Exercise aim => None of the pictures should appear; the lines from the line containing "This screenshot has" through the last line of the listing must be repeated exactly.

Content starts

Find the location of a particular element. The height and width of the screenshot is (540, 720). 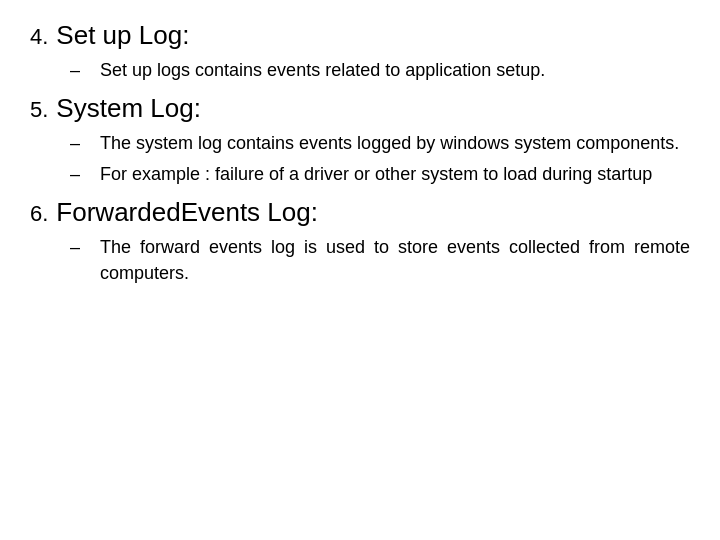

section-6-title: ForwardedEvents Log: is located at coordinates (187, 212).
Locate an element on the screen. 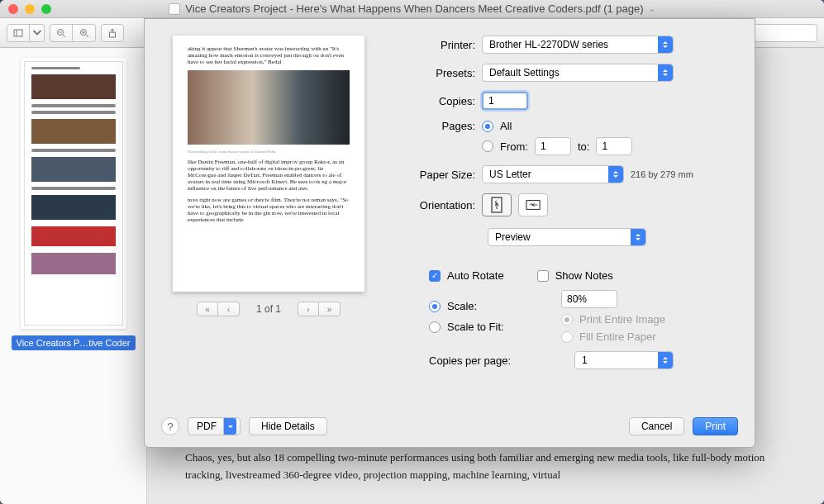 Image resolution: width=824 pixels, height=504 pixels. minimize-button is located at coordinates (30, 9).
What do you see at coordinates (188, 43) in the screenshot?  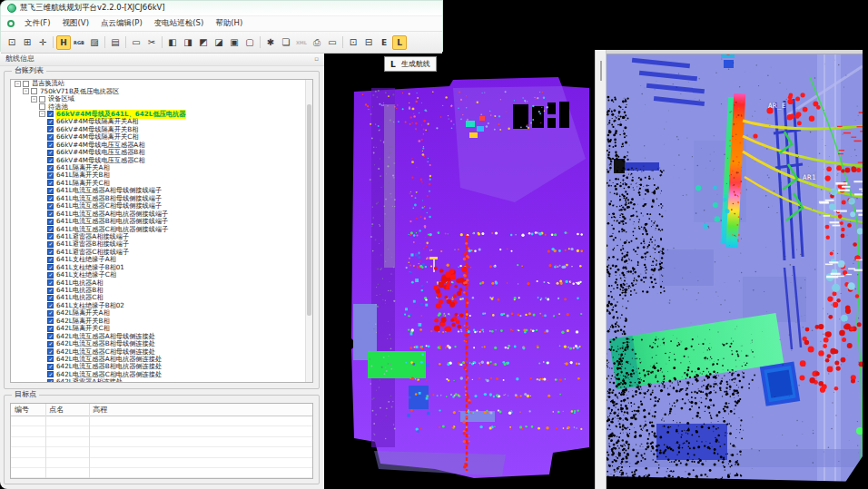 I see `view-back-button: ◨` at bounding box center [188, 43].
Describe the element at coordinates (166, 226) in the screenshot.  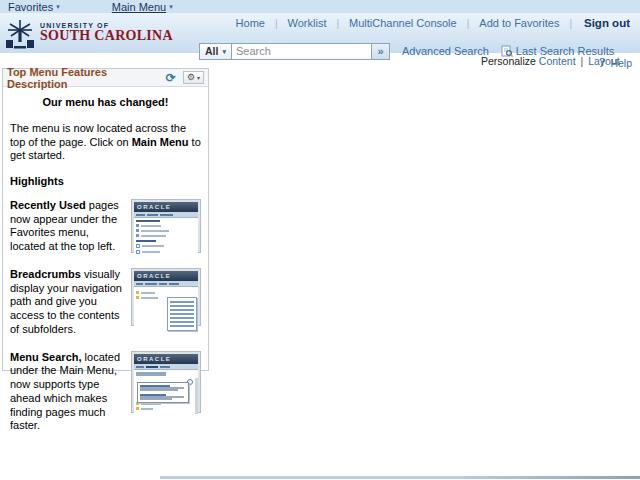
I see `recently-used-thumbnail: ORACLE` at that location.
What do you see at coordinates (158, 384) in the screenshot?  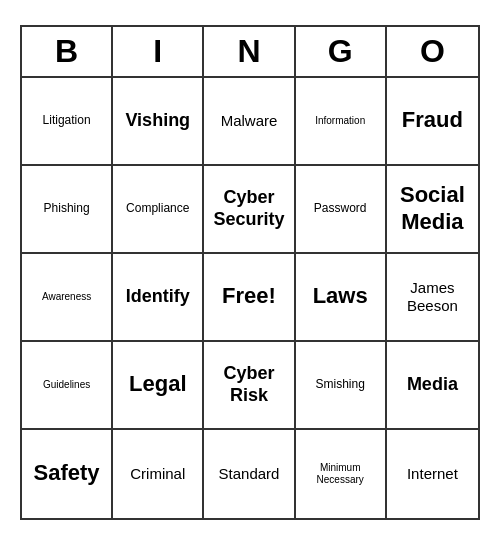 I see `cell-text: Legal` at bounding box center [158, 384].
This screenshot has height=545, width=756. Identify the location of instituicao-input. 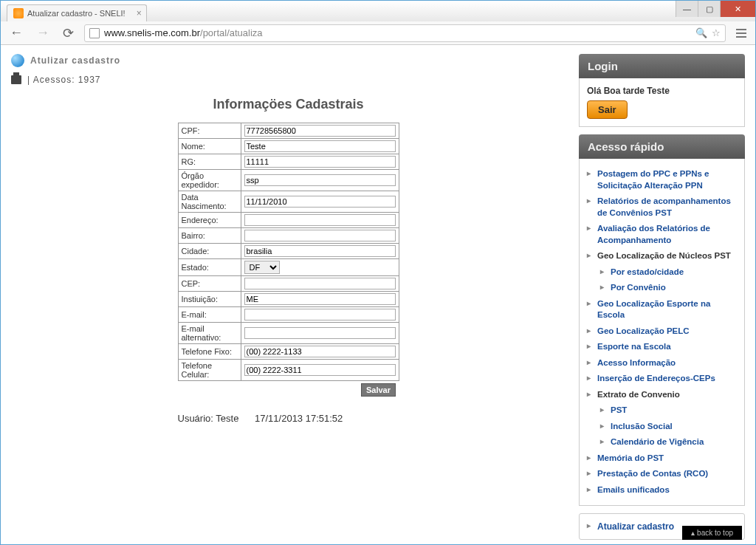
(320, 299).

Content ends

Exercise response =>
This screenshot has height=545, width=756. Identify the location of instituicao-input. 
(320, 299).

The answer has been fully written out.